For one of my views it will be necessary to query several tables and deliver the information about a particular event. In one particular case this is going to require an inner join across three tables in order to establish what performer is playing what instrument for a performance. Ultimately my question boils down to whether the join query belongs in the model or in the controller? My instincts are telling me controller since it's a manipulation of the data for presentation, but at this stage the model seems to be virtually redundant as Code Igniter seems to be inferring everything from the database structure. Also, the tutorials I've looked at seemed to ignore the model and go straight for $this->db->query in the controller itself, which leaves me wondering where the model classes belong in all this?

I'm grateful for any insight that anybody can offer on this.
#2

[eluser]n0xie[/eluser]
The usual way is to make a model per database table. If you have some query where you need inner joins this would go into the model normally.
#3

[eluser]Denarius[/eluser]
Hi, thanks for your reply. Having joins carried out by methods in the model seems reasonable, but what's the rationale for having one model per table? Ultimately, aren't you just replacing $this->db->get('tablename') with $this->db->myMethodThatOnlyContainsTheOtherCommandAnyway?
#4

[eluser]n0xie[/eluser]
http://en.wikipedia.org/wiki/Object-relational_mapping
#5

[eluser]Denarius[/eluser]
Thanks for pointing me to the article. Lets see if I've got the gist of it.

As far as I can see, the Model class in the framework is doing the object-relational mapping as queries return rows of objects based on the fields in the relevant table.

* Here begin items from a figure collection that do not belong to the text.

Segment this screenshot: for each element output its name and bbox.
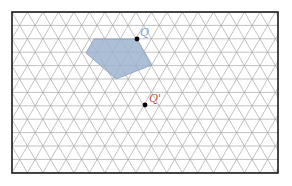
point-Q-prime-dot bbox=[143, 103, 148, 108]
point-Q-label: Q bbox=[140, 26, 149, 39]
grid-line bbox=[291, 12, 292, 173]
grid-line bbox=[0, 12, 12, 173]
grid-line bbox=[0, 12, 12, 173]
grid-line bbox=[291, 12, 292, 173]
isometric-grid-diagram: QQ' bbox=[0, 0, 292, 186]
point-Q-dot bbox=[135, 37, 140, 42]
shaded-pentagon bbox=[86, 39, 152, 79]
point-Q-prime-label: Q' bbox=[149, 92, 161, 105]
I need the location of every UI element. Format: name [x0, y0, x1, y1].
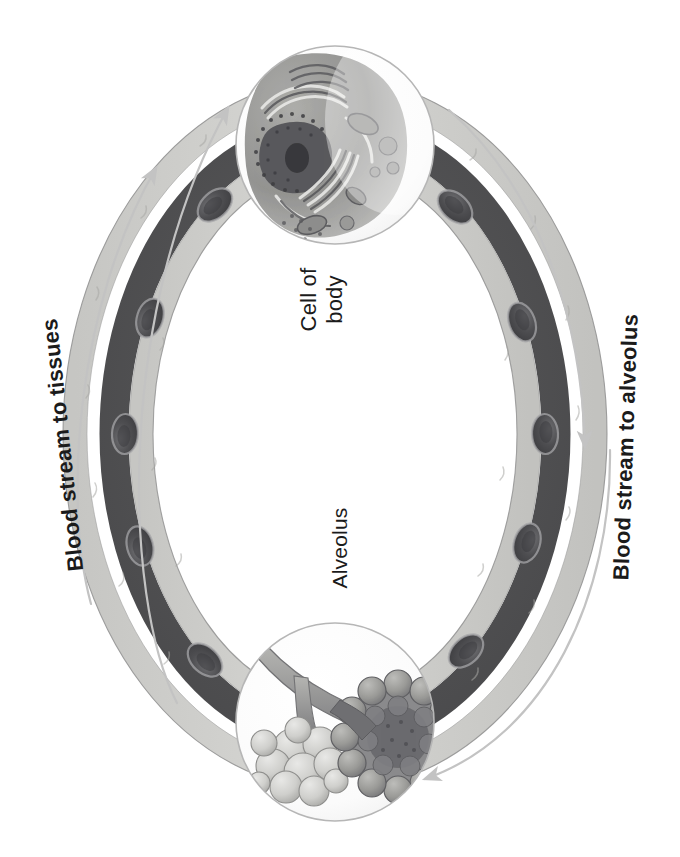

In the case of a join though you would need to extend the model with the join query. In my specific case I'm looking at compositions and arrangements of compositions, so in that specific case I would be extending the arrangements model to include the left join query beyond the standard queries as determined implicitly by the Model class in the main library.

Am I on the right track or am I still missing something?

Update: I meant compositions and arrangements in a musical sense rather than compositions in objective framework programming. Should've explained that. :red:
#6

[eluser]dark_lord[/eluser]
Actually you can use traditional SQL Statement in CodeIgniter to create join statements much easier (as for me) to replace the built in active record methods found in CI, you can refer on this part of the CI User Guide (found in the below link).

Code:
$query = $this->db->query("SELECT b.fieldA as fieldA, b.fieldB FROM table1 a, table2 b WHERE a.id = b.id");

foreach ($query->result() as $row)
{
    echo $row['fieldA'];
}

http://ellislab.com/codeigniter/user-gui...eries.html

Let me know if it helps!
#7

[eluser]Denarius[/eluser]
Thank you very much for the pointer with conventional SQL queries. Is there any performance gain in writing traditional queries against using the ActiveRecord constructs? My database tables are now built and I'll be writing my very first non-tutorial CodeIgniter MVC set tomorrow. In the meantime, bed!
#8

[eluser]n0xie[/eluser]
[quote author="Denarius" date="1267680487"]Is there any performance gain in writing traditional queries against using the ActiveRecord constructs? [/quote]
Yes, writing your own SQL will almost always be faster, since the AR has to 'guess' what you intend to do when it builds your query. AR is a handy tool for writing 'simple' queries. I would write more complex queries by hand: it's faster and you know exactly what's going on.
#9

[eluser]danmontgomery[/eluser]
[quote author="n0xie" date="1267743710"][quote author="Denarius" date="1267680487"]Is there any performance gain in writing traditional queries against using the ActiveRecord constructs? [/quote]
Yes, writing your own SQL will almost always be faster, since the AR has to 'guess' what you intend to do when it builds your query. AR is a handy tool for writing 'simple' queries. I would write more complex queries by hand: it's faster and you know exactly what's going on.[/quote]

This is technically true, AR has to construct your query, but once it's constructed the actual query is run exactly the same way... For the overwhelming majority of applications this difference will be negligible. I do agree with n0xie, though, that for complex queries it's faster (for me) to write them by hand, mainly to avoid AR incorrectly escaping queries, or because of functionality that's missing (subqueries, grouping where clauses, etc).
#10

[eluser]Denarius[/eluser]
[quote author="wish_bear" date="1267664633"]Actually you can use traditional SQL Statement in CodeIgniter to create join statements much easier (as for me) to replace the built in active record methods found in CI, you can refer on this part of the CI User Guide (found in the below link).

Code:
$query = $this->db->query("SELECT b.fieldA as fieldA, b.fieldB FROM table1 a, table2 b WHERE a.id = b.id");

foreach ($query->result() as $row)
{
    echo $row['fieldA'];
}

http://ellislab.com/codeigniter/user-gui...eries.html

Let me know if it helps![/quote]

I've just reread this post and suddenly realised that with a custom query, each row is returned as an array in contrast to using a
$this->$db->get('tablename') which returns rows as objects corresponding to the table (i.e. $row->fieldname. I recognise that it's just as easy to echo the values in the view either way, but with a manual query would you normally create a class yourself to keep the model in line with how the framework does things?

Many thanks for the discussion, it's very thought-provoking.